Why I Don’t Want to Forget the Bad Days

There are many, many difficult, impossible days when you have young children. The days you slog through without sleep. The days when no one stops crying, nothing gets done, you never get to shower or eat, and when you finally get them all to sleep, there’s nothing left to do but cry until you yourself pass out from exhaustion. I am only just beginning to see the light at the end of the tunnel, my youngest being 4-year-old twins who still creep into our bed at night and have wild tantrums. Every night I read to them until they fall asleep, their beautiful faces at peace at last, buried in their elephant and unicorn. Their cheeks and chins still fit in my palm when I kiss them goodnight and creep out the door. They are growing, growing; each day reminds me “children don’t keep,” but despite how tough the past eight years have been with four kids eight and under, when I watch them sleep I say a small prayer that I won’t forget the bad days.

The days when I clean the kitchen, only to come back around the corner and see the floor littered with 10,000 Goldfish crackers. The marker, paint, Sharpie, chocolate milk, and crayon on the couch, the wall, the desk, their skin. The giant glob of homemade slime I scraped out of my son’s sheets with a fingernail. The pee in the car seat, poop in the bathtub, face-on-the-ground wild tantrums at the grocery store. The booger collection on my boy’s wall. The hysterical fits over a blue cup instead of a green one. The nights singing Christmas carols and dancing around the bedroom until my arms ached while my tiny daughter screamed from silent acid reflux. The walks in the backyard at midnight with my son in a moby wrap to soothe his colic. The dinners that ended up on the walls and floor; the sippy cups full of milk that hardened under the seat of my car in the summer heat, the tantrums and sass, the shirts and towels ruined with blood when my oldest needed stitches for a head gash, the day I turned around to realize my baby girl, who couldn’t swim, had gotten into the deep end of the pool without us noticing until we hauled her out, terrified at what could have happened.

One day soon, I know, as my oldest works her way through middle school and we celebrate our last day of preschool, these baby years will be a blurry memory. Unicorns and board books will grow into uniforms and textbooks. Visits from the tooth fairy turn into visits to the orthodontist. My older two — their sweet faces no longer fit in just my palm when I kiss them goodnight. There are still the books to read, but now they have long chapters and no pictures. There is still the excitement of discovery and learning something new, there is still celebration of the milestones they reach and the achievements they accomplish, but now those things are larger, bigger, and mostly outside our home. They are no longer the sweet small miracles of first steps or the first night of full sleep without a pacifier, first teeth, or first awkward crawl over the rug. Those milestones are no longer tiny steps toward growing up — they are giant leaps. They are school spelling bees and dance recitals, duathlons and 5Ks, baseball games, and golf tournaments. They are iPods and babysitting other people’s babies.

I know I will always remember all the sweetness of a squishy infant tucked under my chin, the hard belly laughs of a toddler, the muted pad-pad-pad of feet zipped in a sleep sack coming down the hall, or the tiny click-click-click sound of a 9-month-old sucking a pacifier to sleep. And though my arms still ache at the thought of all the babies I’ve held through the long nights, I pray to always remember the hard days so my heart doesn’t break completely by their growing up.

Meg Sacks
Meg is a working mom of four and an avid community volunteer. She has worked in corporate communications and media relations for more than 18 years, for a Fortune 500 company as well as a non-profit. She took some time off to enjoy life as a stay at home mom after the birth of her first child in 2008. Her sweet, introverted daughter, was excited to welcome her baby brother in 2013, and then boy/girl twins joined the family in 2016. Meg finds being an “office mama” a constant balancing act and never-ending challenge but enjoys the opportunities it offers her for personal growth. A Virginia girl at heart, she loves Florida’s warm weather, the great quality of life Jacksonville offers her family.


● YOUR ASSIGNMENT
Pick out each line of the records that includes the string "paying", and copy it.

Figure record listings
=== Section Start ===

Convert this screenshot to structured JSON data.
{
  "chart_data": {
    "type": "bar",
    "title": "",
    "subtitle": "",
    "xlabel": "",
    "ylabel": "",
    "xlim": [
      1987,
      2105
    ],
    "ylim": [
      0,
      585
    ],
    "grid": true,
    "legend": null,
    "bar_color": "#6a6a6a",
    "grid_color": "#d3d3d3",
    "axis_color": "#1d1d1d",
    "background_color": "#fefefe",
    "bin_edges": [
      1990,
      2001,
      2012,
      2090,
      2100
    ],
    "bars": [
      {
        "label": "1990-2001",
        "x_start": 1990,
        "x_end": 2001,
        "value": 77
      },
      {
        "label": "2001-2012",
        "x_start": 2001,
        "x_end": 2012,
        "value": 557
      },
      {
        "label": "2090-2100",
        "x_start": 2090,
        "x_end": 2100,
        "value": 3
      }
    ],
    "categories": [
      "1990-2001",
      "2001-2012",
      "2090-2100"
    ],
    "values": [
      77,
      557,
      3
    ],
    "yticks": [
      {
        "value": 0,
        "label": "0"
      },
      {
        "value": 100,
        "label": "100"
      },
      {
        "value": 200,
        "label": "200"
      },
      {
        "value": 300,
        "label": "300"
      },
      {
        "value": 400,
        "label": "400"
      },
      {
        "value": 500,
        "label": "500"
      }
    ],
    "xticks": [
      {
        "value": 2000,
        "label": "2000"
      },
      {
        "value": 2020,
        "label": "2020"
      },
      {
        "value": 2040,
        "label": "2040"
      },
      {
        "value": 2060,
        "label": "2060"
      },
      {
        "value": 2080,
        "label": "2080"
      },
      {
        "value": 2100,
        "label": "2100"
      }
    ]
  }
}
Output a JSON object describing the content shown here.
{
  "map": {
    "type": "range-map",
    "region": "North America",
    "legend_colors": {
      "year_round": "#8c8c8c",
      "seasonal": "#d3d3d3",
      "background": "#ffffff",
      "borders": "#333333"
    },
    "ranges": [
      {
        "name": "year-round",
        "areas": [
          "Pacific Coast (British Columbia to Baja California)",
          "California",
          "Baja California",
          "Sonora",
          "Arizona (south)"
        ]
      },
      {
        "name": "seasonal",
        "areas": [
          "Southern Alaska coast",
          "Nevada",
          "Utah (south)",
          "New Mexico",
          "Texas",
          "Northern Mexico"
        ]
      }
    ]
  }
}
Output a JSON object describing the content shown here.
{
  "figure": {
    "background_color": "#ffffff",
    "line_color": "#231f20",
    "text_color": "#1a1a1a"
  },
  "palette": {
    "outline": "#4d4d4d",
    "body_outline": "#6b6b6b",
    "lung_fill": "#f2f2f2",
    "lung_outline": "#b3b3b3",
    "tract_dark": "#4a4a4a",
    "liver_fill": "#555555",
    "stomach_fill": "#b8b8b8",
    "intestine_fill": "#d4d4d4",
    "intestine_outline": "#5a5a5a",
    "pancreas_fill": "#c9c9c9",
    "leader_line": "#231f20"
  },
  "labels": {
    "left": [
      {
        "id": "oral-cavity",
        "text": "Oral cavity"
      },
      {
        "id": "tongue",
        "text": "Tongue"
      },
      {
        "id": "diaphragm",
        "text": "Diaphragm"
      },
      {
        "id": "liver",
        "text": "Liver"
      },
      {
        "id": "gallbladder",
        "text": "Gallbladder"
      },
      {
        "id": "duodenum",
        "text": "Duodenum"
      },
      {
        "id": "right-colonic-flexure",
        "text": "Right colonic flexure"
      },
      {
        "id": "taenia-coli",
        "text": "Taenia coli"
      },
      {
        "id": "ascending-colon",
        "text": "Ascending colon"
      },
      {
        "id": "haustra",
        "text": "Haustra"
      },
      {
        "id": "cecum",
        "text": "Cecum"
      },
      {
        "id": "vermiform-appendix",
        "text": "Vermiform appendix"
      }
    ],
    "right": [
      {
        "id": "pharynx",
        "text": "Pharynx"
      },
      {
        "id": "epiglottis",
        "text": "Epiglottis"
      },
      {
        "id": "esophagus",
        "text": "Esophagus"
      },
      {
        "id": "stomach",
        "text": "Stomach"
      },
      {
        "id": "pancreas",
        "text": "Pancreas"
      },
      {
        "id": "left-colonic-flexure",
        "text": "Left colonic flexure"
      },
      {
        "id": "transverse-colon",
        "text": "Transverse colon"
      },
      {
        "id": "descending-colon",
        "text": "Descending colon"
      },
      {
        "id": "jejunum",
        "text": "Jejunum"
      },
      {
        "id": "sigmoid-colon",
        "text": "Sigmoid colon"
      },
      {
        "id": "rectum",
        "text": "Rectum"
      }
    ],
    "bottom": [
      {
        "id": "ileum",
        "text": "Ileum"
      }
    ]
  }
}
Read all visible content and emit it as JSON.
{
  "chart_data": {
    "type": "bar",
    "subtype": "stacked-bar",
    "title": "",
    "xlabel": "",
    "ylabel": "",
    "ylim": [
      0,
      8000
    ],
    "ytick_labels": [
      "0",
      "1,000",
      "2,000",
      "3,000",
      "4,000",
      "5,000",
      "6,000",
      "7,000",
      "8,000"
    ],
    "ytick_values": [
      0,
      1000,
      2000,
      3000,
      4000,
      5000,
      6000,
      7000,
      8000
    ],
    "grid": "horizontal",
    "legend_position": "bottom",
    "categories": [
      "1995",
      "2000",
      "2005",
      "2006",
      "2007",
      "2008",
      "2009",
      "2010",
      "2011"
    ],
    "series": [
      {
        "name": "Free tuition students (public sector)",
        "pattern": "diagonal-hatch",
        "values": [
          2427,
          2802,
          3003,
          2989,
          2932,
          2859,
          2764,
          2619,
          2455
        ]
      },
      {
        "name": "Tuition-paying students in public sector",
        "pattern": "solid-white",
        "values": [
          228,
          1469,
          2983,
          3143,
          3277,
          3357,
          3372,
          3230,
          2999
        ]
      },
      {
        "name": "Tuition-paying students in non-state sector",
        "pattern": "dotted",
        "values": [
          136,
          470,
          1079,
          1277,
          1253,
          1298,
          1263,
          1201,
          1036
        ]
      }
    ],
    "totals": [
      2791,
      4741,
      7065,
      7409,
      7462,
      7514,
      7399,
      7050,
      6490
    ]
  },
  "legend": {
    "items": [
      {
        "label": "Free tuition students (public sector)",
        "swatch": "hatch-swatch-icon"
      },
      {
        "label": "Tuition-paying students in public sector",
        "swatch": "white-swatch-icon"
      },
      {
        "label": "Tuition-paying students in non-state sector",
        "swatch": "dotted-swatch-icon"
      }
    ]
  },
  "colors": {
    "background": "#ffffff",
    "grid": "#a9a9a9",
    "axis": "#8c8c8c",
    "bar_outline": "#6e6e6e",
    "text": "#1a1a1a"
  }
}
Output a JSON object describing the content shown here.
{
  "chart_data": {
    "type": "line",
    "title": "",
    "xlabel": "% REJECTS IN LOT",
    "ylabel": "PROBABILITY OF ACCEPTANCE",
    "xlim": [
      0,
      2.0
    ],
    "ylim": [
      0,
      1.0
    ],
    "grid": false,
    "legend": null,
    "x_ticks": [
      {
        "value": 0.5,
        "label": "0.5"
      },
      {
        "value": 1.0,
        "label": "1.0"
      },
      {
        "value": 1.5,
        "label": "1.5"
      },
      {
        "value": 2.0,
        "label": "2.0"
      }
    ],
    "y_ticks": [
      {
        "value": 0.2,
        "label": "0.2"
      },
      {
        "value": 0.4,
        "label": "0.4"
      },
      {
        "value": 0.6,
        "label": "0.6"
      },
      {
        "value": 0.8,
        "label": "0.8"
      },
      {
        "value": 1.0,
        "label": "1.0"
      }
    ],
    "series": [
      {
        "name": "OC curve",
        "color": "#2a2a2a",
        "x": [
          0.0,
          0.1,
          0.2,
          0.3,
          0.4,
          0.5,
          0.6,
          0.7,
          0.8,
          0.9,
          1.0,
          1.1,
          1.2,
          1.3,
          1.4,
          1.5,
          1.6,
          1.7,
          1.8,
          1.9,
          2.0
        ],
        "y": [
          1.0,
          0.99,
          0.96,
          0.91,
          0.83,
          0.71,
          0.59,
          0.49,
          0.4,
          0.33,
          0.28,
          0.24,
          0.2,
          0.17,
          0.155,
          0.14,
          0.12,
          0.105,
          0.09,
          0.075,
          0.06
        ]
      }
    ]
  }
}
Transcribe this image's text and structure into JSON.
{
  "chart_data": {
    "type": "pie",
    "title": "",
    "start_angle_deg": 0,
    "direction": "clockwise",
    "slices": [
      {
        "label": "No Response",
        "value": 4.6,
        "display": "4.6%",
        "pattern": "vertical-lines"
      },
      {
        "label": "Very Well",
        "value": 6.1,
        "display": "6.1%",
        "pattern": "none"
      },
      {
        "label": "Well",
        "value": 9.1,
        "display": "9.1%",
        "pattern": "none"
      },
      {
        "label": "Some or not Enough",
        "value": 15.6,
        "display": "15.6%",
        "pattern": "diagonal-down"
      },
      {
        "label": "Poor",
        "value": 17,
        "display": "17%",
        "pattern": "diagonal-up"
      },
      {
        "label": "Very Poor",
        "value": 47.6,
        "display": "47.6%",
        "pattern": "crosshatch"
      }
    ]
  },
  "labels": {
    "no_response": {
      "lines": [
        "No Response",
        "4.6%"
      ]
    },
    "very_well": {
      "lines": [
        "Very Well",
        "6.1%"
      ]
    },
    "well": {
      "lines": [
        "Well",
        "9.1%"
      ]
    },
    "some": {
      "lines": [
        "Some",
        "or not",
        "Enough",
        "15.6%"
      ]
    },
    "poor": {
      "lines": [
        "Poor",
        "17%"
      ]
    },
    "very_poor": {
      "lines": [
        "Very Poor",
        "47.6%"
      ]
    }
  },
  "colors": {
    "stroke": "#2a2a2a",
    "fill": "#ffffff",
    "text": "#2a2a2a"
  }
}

=== Section End ===

● TASK RESULT
        "name": "Tuition-paying students in public sector",
        "name": "Tuition-paying students in non-state sector",
        "label": "Tuition-paying students in public sector",
        "label": "Tuition-paying students in non-state sector",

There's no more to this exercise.